Shareholders and France’s political class are clearly relieved. Waste-and-water utilities Veolia Environnement SA and Suez SA have reached a friendly $15 billion conclusion to their protracted takeover war. Yet the hostility previously on display is likely to leave deep scars, not least given the difficulties of bringing arch-rivals under the same operational roof.

Veolia’s sweetened bid of 20.50 euros ($24.43) per share for the 70% of Suez it doesn’t own proposes to create a French champion with 37 billion euros in annual revenue. It’s an acknowledgment that the increasingly bitter grudge match wasn’t helping anyone.

After snapping up an initial 30% stake for 18 euros per share last year, Veolia boss Antoine Frerot saw his time and price advantages slip away in the face of Suez’s aggressive delaying tactics. Suez, meanwhile, was under pressure from its own shareholders to engage with Veolia and back down from high-risk moves like transferring some ownership of assets into a separate Dutch entity.

Everyone involved will want to look to the future, not least the administration of Emmanuel Macron. The mess was starting to reflect poorly on the French establishment with a year to go before the next presidential elections. Politicians blew hot and cold on Veolia’s proposed tie-up, initially praising its logic before switching gears and demanding a friendly solution to protect French jobs and industrial policy.

Meanwhile, Suez’s defense strategy, from its Dutch transfer plans to drumming up competitive interest from private equity firms, earned a reprimand from France’s markets watchdog for breaching takeover rules.

The resulting compromise is understandably seen as a “win-win.” The improved price represents a 33% premium to Suez’s pre-pandemic level, removes the uncertainty from Veolia’s own shares. The deal does not include principally French assets with about 7 billion euros of revenue that will be hived off into a “new Suez” to preempt antitrust concerns. The truce also spares any embarrassment to Macron’s finance minister, Bruno Le Maire, who pleaded for an amicable solution: Veolia is offering four-year job guarantees at Suez, which employs 90,000 people.

But behind the back-slapping, questions linger. There’s a sense a lot of these problems have been of Frerot’s own making, after he got the ball rolling with an opportunistic swoop on an initial 30% Suez stake held by Engie. His first low-ball offer of 15.50 euros a share, no doubt driven by the financial-market scars of Covid-19 and the sense that political winds were blowing in his favor, was aggressive. It set the stage for the months-long battle that ensued.

Had he sweetened the bid earlier, he might have gotten to this point sooner and with less bad blood. And he might have clinched a lower price than 20.50, which values Suez at 23 times next year’s earnings, above the sector median of 15.1.

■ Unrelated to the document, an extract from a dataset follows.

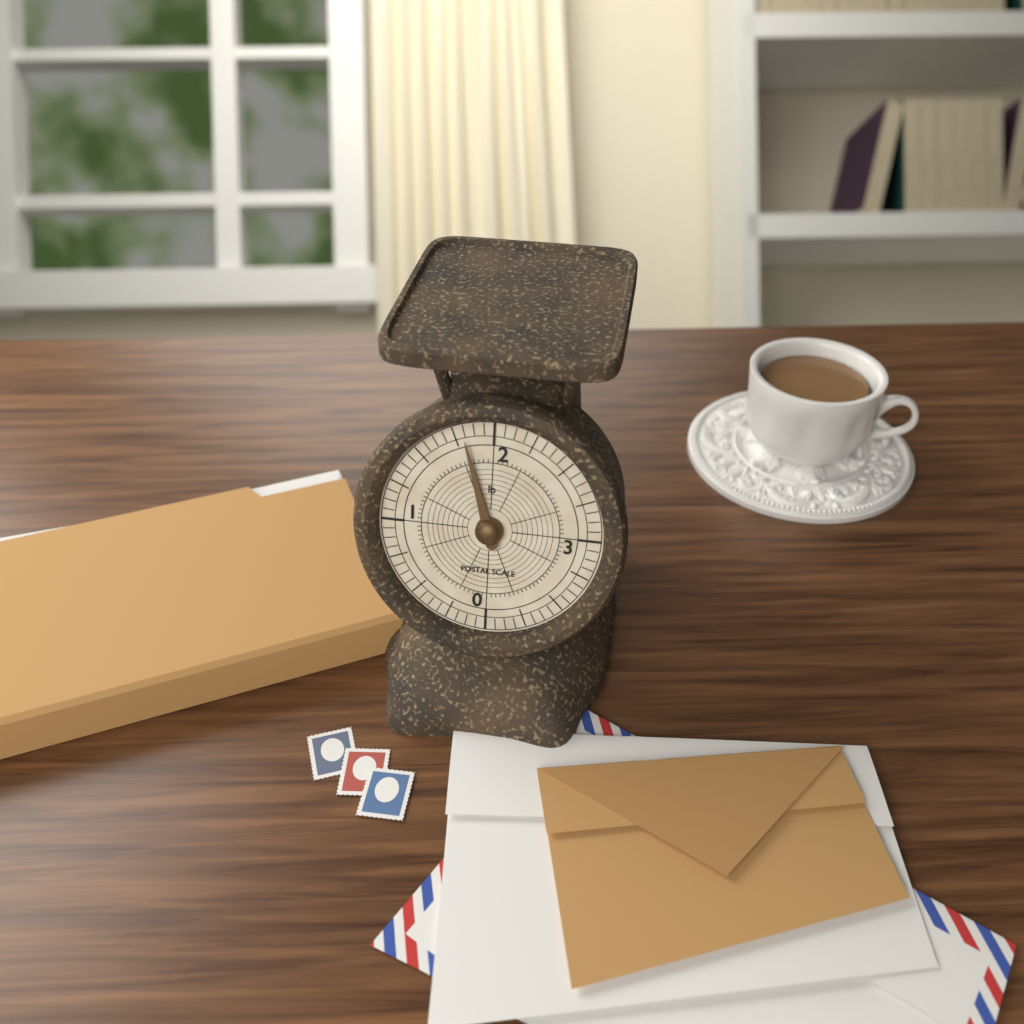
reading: 1.8125 lb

Frerot’s legacy as the deal’s strategic architect will come under more scrutiny as the details are pinned down, with the potential for old wounds to be reopened. Antitrust risk has been reduced by the sale of French assets to private equity firms, but it hasn’t been removed completely. Bloomberg Intelligence analyst Aitor Ortiz says that the size of the combined entity and geographic spread creates overlaps in many European countries. Yet more concessions would reflect badly on the value of the transaction.

Even if regulators bless the deal, the challenge will be to prove that these companies are better off together than apart. Targeted operational and cost savings of 500 million euros seem pretty straightforward to achieve, but the business of winning tenders for water and waste management around the world won’t suddenly become a walk in the park. And it’s still not clear how smoothly the companies’ cultures will meld.

Right now, all sides are talking up the positive impact of creating a new French industrial champion. But this moment won’t look so good in hindsight if things don’t go to plan.